Blossoms, buds and a frost warning?

It seems like it took forever to get spring going this year. The wet and cool conditions we’ve experienced during the late winter and early spring in Western North Carolina made it feel like winter just refused to leave our region. (But — even now — there’s a possibility of frost Thursday night, April 25.) They say that good things come to those who wait, and it must be true, because many locations are enjoying gorgeous blooming trees.

The first sign of coming change

The bright yellows of Goldenrod are now plentiful in fields and along roadways in Western North Carolina; last weekend’s cold front brought cooler and drier air into the region; and you may have noticed that some of the leaves on the trees are beginning to lose their deep green color. These first signs of the coming autumn are a welcome sight to many of us who claim fall to be our favorite season.

NC Arboretum reintroduc­es American chestnut to its grounds (blight resistant, this time)

When white folks arrived on these shores, American chestnuts were the dominant tree from Georgia to Maine; then in the early 1900s, an imported disease virtually wiped them out — an estimated 4 billion trees. Now, thanks to the American Chestnut Foundation—and its genetic improvement program—the trees are positioned to make a comeback. Here, ACF President Bryan Burhans and Natural Landscape Crew Leader Tony Morrison pose with one of the newly planted, blight-resistant young trees.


Your assignment: Repeat, exactly and in full, the lines of the listing below, but without any pictures.

(Data shown Opens)

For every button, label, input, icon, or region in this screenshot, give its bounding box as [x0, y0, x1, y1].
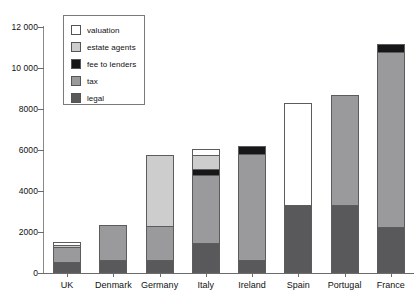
y-axis-tick-label: 6000 [0, 145, 38, 155]
bar-segment-legal [193, 243, 219, 272]
legend-swatch-icon [71, 25, 81, 35]
bar-segment-legal [54, 262, 80, 272]
bar-portugal [331, 95, 359, 273]
x-axis-tick [67, 273, 68, 277]
x-axis-tick [298, 273, 299, 277]
bar-segment-tax [239, 154, 265, 260]
legend-swatch-icon [71, 76, 81, 86]
bar-uk [53, 242, 81, 273]
x-axis-label-spain: Spain [287, 280, 310, 290]
bar-denmark [99, 225, 127, 273]
y-axis-tick-label: 0 [0, 268, 38, 278]
legend-label: legal [87, 94, 104, 103]
x-axis-label-denmark: Denmark [95, 280, 132, 290]
bar-segment-fee-to-lenders [378, 45, 404, 52]
y-axis-tick-label: 10 000 [0, 63, 38, 73]
bar-segment-estate-agents [147, 156, 173, 227]
x-axis-label-germany: Germany [141, 280, 178, 290]
y-axis-tick [38, 27, 44, 28]
legend-item-valuation: valuation [71, 22, 144, 38]
y-axis-tick [38, 68, 44, 69]
y-axis-tick-label: 12 000 [0, 22, 38, 32]
bar-italy [192, 149, 220, 273]
bar-segment-tax [100, 226, 126, 259]
y-axis-tick [38, 109, 44, 110]
y-axis-tick [38, 232, 44, 233]
bar-segment-legal [147, 260, 173, 272]
bar-segment-tax [147, 226, 173, 260]
bar-spain [284, 103, 312, 273]
legend-item-tax: tax [71, 73, 144, 89]
y-axis-tick [38, 273, 44, 274]
legend-item-estate-agents: estate agents [71, 39, 144, 55]
bar-segment-tax [54, 247, 80, 261]
x-axis-tick [113, 273, 114, 277]
chart-legend: valuationestate agentsfee to lenderstaxl… [63, 15, 145, 105]
bar-ireland [238, 146, 266, 273]
y-axis-tick-label: 2000 [0, 227, 38, 237]
bar-segment-legal [285, 205, 311, 272]
x-axis-tick [345, 273, 346, 277]
x-axis-label-france: France [377, 280, 405, 290]
legend-swatch-icon [71, 59, 81, 69]
x-axis-tick [206, 273, 207, 277]
bar-segment-legal [239, 260, 265, 272]
legend-swatch-icon [71, 42, 81, 52]
legend-item-legal: legal [71, 90, 144, 106]
bar-segment-valuation [285, 104, 311, 205]
stacked-bar-chart: 0200040006000800010 00012 000 UKDenmarkG… [0, 0, 420, 299]
legend-label: tax [87, 77, 98, 86]
x-axis-label-portugal: Portugal [328, 280, 362, 290]
y-axis-tick-label: 8000 [0, 104, 38, 114]
bar-segment-fee-to-lenders [193, 169, 219, 176]
x-axis-line [43, 273, 414, 274]
x-axis-label-uk: UK [61, 280, 74, 290]
legend-swatch-icon [71, 93, 81, 103]
x-axis-tick [391, 273, 392, 277]
bar-segment-tax [332, 96, 358, 205]
x-axis-label-italy: Italy [198, 280, 215, 290]
bar-segment-tax [193, 175, 219, 242]
x-axis-tick [160, 273, 161, 277]
bar-segment-legal [100, 260, 126, 272]
legend-label: estate agents [87, 43, 136, 52]
bar-france [377, 44, 405, 273]
y-axis-tick [38, 150, 44, 151]
y-axis-tick [38, 191, 44, 192]
bar-segment-legal [332, 205, 358, 272]
bar-segment-legal [378, 227, 404, 272]
bar-segment-estate-agents [193, 155, 219, 168]
x-axis-tick [252, 273, 253, 277]
x-axis-label-ireland: Ireland [238, 280, 266, 290]
bar-germany [146, 155, 174, 273]
y-axis-tick-label: 4000 [0, 186, 38, 196]
legend-label: valuation [87, 26, 119, 35]
bar-segment-fee-to-lenders [239, 147, 265, 154]
legend-item-fee-to-lenders: fee to lenders [71, 56, 144, 72]
bar-segment-tax [378, 52, 404, 227]
legend-label: fee to lenders [87, 60, 136, 69]
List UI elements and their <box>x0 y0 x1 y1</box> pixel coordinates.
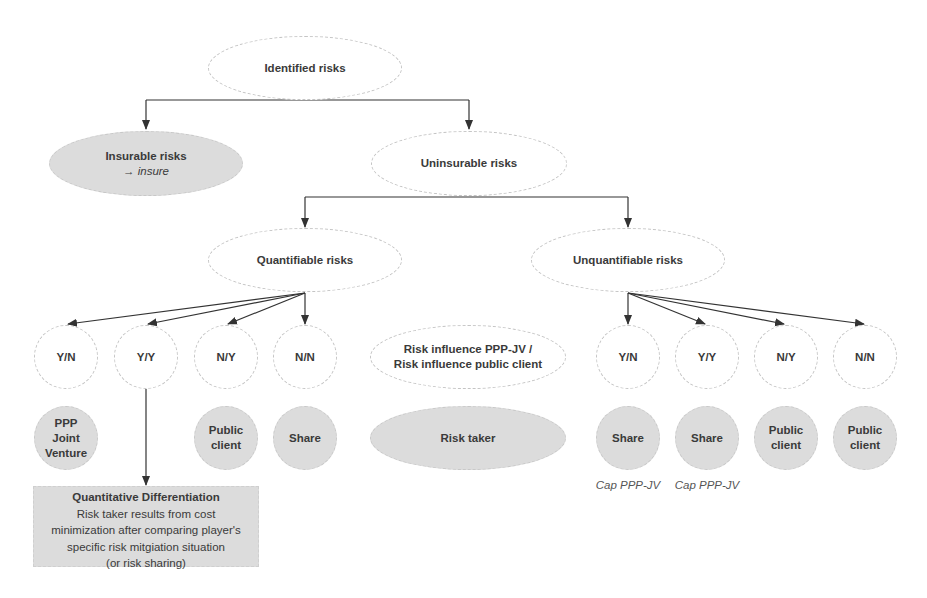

(Data shown Closes)

Solution below:
For every button, label, input, icon, or region in this screenshot, give its bounding box as [x0, y0, x1, y1].
y-axis-tick-label: 6000 [0, 145, 38, 155]
bar-segment-legal [193, 243, 219, 272]
legend-swatch-icon [71, 25, 81, 35]
bar-segment-legal [54, 262, 80, 272]
bar-portugal [331, 95, 359, 273]
x-axis-tick [67, 273, 68, 277]
x-axis-tick [298, 273, 299, 277]
bar-segment-tax [239, 154, 265, 260]
legend-swatch-icon [71, 76, 81, 86]
bar-uk [53, 242, 81, 273]
x-axis-label-spain: Spain [287, 280, 310, 290]
bar-denmark [99, 225, 127, 273]
y-axis-tick-label: 0 [0, 268, 38, 278]
legend-label: legal [87, 94, 104, 103]
x-axis-label-denmark: Denmark [95, 280, 132, 290]
bar-segment-fee-to-lenders [378, 45, 404, 52]
y-axis-tick-label: 10 000 [0, 63, 38, 73]
bar-segment-estate-agents [147, 156, 173, 227]
x-axis-label-germany: Germany [141, 280, 178, 290]
y-axis-tick [38, 27, 44, 28]
legend-item-valuation: valuation [71, 22, 144, 38]
y-axis-tick [38, 68, 44, 69]
y-axis-tick-label: 12 000 [0, 22, 38, 32]
bar-italy [192, 149, 220, 273]
bar-segment-tax [100, 226, 126, 259]
y-axis-tick [38, 109, 44, 110]
y-axis-tick [38, 232, 44, 233]
bar-segment-legal [147, 260, 173, 272]
bar-segment-tax [147, 226, 173, 260]
bar-spain [284, 103, 312, 273]
legend-item-tax: tax [71, 73, 144, 89]
y-axis-tick [38, 273, 44, 274]
legend-item-estate-agents: estate agents [71, 39, 144, 55]
bar-segment-tax [54, 247, 80, 261]
x-axis-tick [113, 273, 114, 277]
chart-legend: valuationestate agentsfee to lenderstaxl… [63, 15, 145, 105]
bar-ireland [238, 146, 266, 273]
y-axis-tick-label: 2000 [0, 227, 38, 237]
bar-segment-legal [285, 205, 311, 272]
x-axis-tick [345, 273, 346, 277]
x-axis-label-france: France [377, 280, 405, 290]
legend-swatch-icon [71, 59, 81, 69]
x-axis-tick [206, 273, 207, 277]
bar-segment-legal [239, 260, 265, 272]
legend-swatch-icon [71, 42, 81, 52]
legend-item-legal: legal [71, 90, 144, 106]
bar-segment-valuation [285, 104, 311, 205]
stacked-bar-chart: 0200040006000800010 00012 000 UKDenmarkG… [0, 0, 420, 299]
legend-label: tax [87, 77, 98, 86]
x-axis-label-portugal: Portugal [328, 280, 362, 290]
y-axis-tick-label: 8000 [0, 104, 38, 114]
bar-segment-fee-to-lenders [193, 169, 219, 176]
x-axis-line [43, 273, 414, 274]
x-axis-label-uk: UK [61, 280, 74, 290]
legend-swatch-icon [71, 93, 81, 103]
x-axis-tick [391, 273, 392, 277]
bar-segment-tax [332, 96, 358, 205]
x-axis-label-italy: Italy [198, 280, 215, 290]
bar-segment-tax [193, 175, 219, 242]
x-axis-tick [160, 273, 161, 277]
bar-segment-legal [100, 260, 126, 272]
legend-label: estate agents [87, 43, 136, 52]
bar-france [377, 44, 405, 273]
y-axis-tick [38, 150, 44, 151]
y-axis-tick [38, 191, 44, 192]
bar-segment-legal [332, 205, 358, 272]
bar-segment-legal [378, 227, 404, 272]
bar-segment-estate-agents [193, 155, 219, 168]
x-axis-tick [252, 273, 253, 277]
x-axis-label-ireland: Ireland [238, 280, 266, 290]
bar-germany [146, 155, 174, 273]
y-axis-tick-label: 4000 [0, 186, 38, 196]
legend-label: valuation [87, 26, 119, 35]
bar-segment-fee-to-lenders [239, 147, 265, 154]
legend-item-fee-to-lenders: fee to lenders [71, 56, 144, 72]
bar-segment-tax [378, 52, 404, 227]
legend-label: fee to lenders [87, 60, 136, 69]
List UI elements and their <box>x0 y0 x1 y1</box> pixel coordinates.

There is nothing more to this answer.